/L8Again

Musings about distributed data infrastructure, cloud, high performance computing, and a bit of philosophy.

I am interested in high performance computing in general, and more specifically distributed systems and cloud services (admittedly biased towards AWS). I work in the data infrastructure team of a social media company that handles user generated content (UGC) for major retailer sites.

Full consistency lag for eventually consistent systems

A system is said to be fully consistent, when all nodes in a distributed system have the same state of the data. So, if record A is in State S on one node, then we know that it is in the same state in all its replicas.

Now that we are on the same page, let's answer the following questions.

When is the last time my system was fully consistent?

The correct answer is - maybe never. Maybe your throughput is so massive, there may be no point in time when you can say a system is fully consistent. But, the correct question to ask is maybe this:

When is the last time before which I can be assured that all updates were fully consistent on all nodes?

That is a slightly different question. So, while my system may not be fully consistent at this very moment, how far back do I have to go in time when all the updates are consistent? In other words, what is the full consistency lag?

To me, this is a vital metric for an AP system. In the practical world there is always a tolerance level for how long a particular row can remain inconsistent. Facebook, for example, can tolerate eventually consistent comments on a given story for only so long, until its users start questioning the wisdom of it all. So, while your buddy may not see the comment you posted instantly, he may see it 2 seconds later than you see it - which is fine. However, 10 minutes? Maybe, that's ok too, but now some people need to be alerted. So, the question arises what are your SLAs, and how can you make sure you keep your promises to your customer. Promises, such as, your system will be fully consistent within, say 5 minutes.

I was actually surprised when I couldn't find anything similar out-of-the-box. So, here is one way of calculating full consistency lag on Cassandra: 

Tf = Time no hints were found on any node
rpc_timeout = Maximum timeout in cassandra that nodes will use when communicating with each other.

FCL = Full Consistency Lag

FCL = Tf - rpc_timeout

The concept of Hinted Handoffs was introduced in Amazon's dynamo paper as a way of handling failure. This is what Cassandra leverages for fault-tolerant replication. Basically, if a write is made to a replica node, which is down, then Cassandra will write a "hint" to the coordinator node, and try again in a configured amount of time.

We exploit this feature of cassandra to get us our full consistency lag. The main idea is to poll all the nodes to see if they have any pending hints for other nodes. The time when they all report zero (Tf) is when we know that there are no failed writes, and the only pending writes are those that are in flight. So, subtracting the cassandra timeout (rpc_timeout) will give us our full consistency lag.

Now, that we have our full consistency lag, this metric can be used to alert the appropriate people when the cluster is lagging too far behind. 

Finally, you would want to graph this metric for monitoring.

Screen Shot 2014-02-04 at 6.15.47 AM.png

Note that in the above graph I artificially add a 5 minute lag to our rpc_timeout value. So, the ideal value should always be at 300 seconds. We, then, periodically poll for full consistency check every 300 seconds (or 5 minutes). You should tweak this value according to your needs. So, for our settings, the expected lag should remain consistent at 5 minutes, but you can see it spike at 10 minutes. All that really says is there was one time when we checked and found a few hints. The next time we checked (after 5 minutes in our case) all hints were taken care of. You can now set an alert in your system that should wake people up if this lag violates a given threshold - something that makes sense for your business.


### Exercise brief
From the records below, copy out each line that has the word "dactylopatagium".

◇ ◇ ◇

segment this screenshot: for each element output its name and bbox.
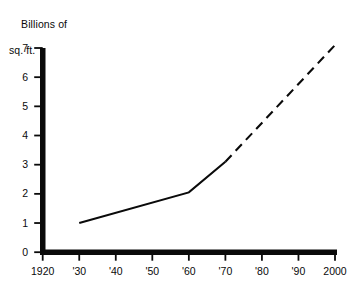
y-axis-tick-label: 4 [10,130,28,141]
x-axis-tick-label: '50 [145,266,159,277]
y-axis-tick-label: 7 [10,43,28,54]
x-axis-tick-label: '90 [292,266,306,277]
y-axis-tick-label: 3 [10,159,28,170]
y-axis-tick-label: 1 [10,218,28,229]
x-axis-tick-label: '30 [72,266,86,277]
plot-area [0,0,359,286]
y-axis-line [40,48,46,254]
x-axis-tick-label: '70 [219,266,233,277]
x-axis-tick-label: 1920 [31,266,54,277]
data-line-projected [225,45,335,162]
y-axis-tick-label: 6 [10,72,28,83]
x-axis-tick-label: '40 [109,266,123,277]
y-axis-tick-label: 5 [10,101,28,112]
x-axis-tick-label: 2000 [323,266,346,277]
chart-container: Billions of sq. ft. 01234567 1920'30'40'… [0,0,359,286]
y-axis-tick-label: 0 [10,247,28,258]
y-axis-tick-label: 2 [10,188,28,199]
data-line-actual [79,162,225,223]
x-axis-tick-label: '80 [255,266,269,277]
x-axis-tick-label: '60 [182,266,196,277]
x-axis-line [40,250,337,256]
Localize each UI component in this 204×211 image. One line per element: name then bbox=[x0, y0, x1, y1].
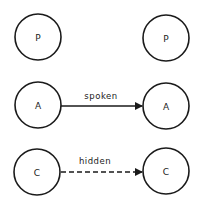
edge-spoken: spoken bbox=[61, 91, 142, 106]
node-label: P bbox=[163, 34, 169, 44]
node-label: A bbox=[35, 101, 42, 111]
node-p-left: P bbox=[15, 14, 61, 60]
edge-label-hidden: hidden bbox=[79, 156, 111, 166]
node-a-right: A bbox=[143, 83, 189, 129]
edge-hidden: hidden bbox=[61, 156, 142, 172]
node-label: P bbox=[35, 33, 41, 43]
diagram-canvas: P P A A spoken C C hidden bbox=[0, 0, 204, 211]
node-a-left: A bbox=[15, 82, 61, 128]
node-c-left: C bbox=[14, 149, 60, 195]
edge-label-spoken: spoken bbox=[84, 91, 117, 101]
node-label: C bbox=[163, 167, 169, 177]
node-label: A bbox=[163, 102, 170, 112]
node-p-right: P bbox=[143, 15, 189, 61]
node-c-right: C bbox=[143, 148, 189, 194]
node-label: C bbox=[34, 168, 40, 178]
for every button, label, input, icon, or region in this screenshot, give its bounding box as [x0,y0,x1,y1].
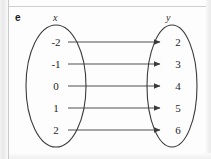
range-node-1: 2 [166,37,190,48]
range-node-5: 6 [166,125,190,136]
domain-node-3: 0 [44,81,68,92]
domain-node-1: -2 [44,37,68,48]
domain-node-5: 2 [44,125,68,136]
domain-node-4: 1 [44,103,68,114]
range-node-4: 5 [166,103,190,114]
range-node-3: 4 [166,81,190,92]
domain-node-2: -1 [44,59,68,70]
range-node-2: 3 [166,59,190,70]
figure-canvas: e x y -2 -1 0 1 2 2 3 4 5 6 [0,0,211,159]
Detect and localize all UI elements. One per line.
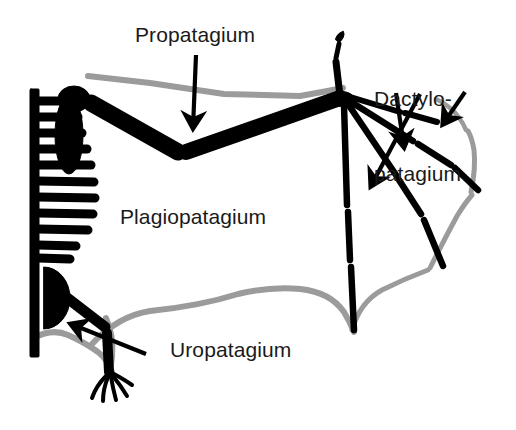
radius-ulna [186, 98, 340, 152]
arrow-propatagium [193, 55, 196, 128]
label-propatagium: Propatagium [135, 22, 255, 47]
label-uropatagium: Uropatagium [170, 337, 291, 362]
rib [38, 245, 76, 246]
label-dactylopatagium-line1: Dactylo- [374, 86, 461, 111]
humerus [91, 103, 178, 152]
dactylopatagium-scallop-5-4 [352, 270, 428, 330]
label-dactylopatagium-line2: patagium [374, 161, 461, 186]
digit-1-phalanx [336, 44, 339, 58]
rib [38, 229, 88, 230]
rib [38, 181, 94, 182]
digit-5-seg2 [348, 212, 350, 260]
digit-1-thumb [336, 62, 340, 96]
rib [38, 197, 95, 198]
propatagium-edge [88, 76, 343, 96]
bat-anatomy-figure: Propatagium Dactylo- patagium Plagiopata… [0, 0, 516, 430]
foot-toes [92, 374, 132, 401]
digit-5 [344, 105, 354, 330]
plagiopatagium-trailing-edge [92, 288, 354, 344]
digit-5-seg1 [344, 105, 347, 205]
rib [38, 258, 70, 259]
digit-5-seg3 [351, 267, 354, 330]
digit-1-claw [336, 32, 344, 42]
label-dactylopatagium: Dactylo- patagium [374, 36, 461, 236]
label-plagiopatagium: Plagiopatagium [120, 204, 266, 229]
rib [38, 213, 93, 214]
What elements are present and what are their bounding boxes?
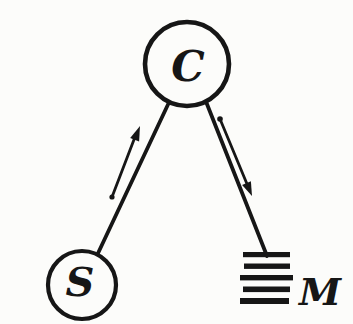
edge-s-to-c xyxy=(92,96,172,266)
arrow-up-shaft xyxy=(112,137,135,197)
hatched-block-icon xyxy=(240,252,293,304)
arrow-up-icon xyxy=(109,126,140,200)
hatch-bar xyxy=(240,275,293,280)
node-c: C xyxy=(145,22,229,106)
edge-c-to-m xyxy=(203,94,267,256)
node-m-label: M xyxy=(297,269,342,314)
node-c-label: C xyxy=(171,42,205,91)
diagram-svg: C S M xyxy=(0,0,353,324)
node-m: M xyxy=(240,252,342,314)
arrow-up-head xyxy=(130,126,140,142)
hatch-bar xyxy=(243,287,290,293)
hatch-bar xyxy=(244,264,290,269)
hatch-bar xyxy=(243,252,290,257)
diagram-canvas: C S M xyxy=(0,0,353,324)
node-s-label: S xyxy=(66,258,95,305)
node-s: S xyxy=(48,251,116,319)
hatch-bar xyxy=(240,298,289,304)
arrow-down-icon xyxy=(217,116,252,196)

◇ ◇ ◇

### Response
label-dactylopatagium-line1: Dactylo- [374, 86, 461, 111]
dactylopatagium-scallop-5-4 [352, 270, 428, 330]
label-dactylopatagium-line2: patagium [374, 161, 461, 186]
label-dactylopatagium: Dactylo- patagium [374, 36, 461, 236]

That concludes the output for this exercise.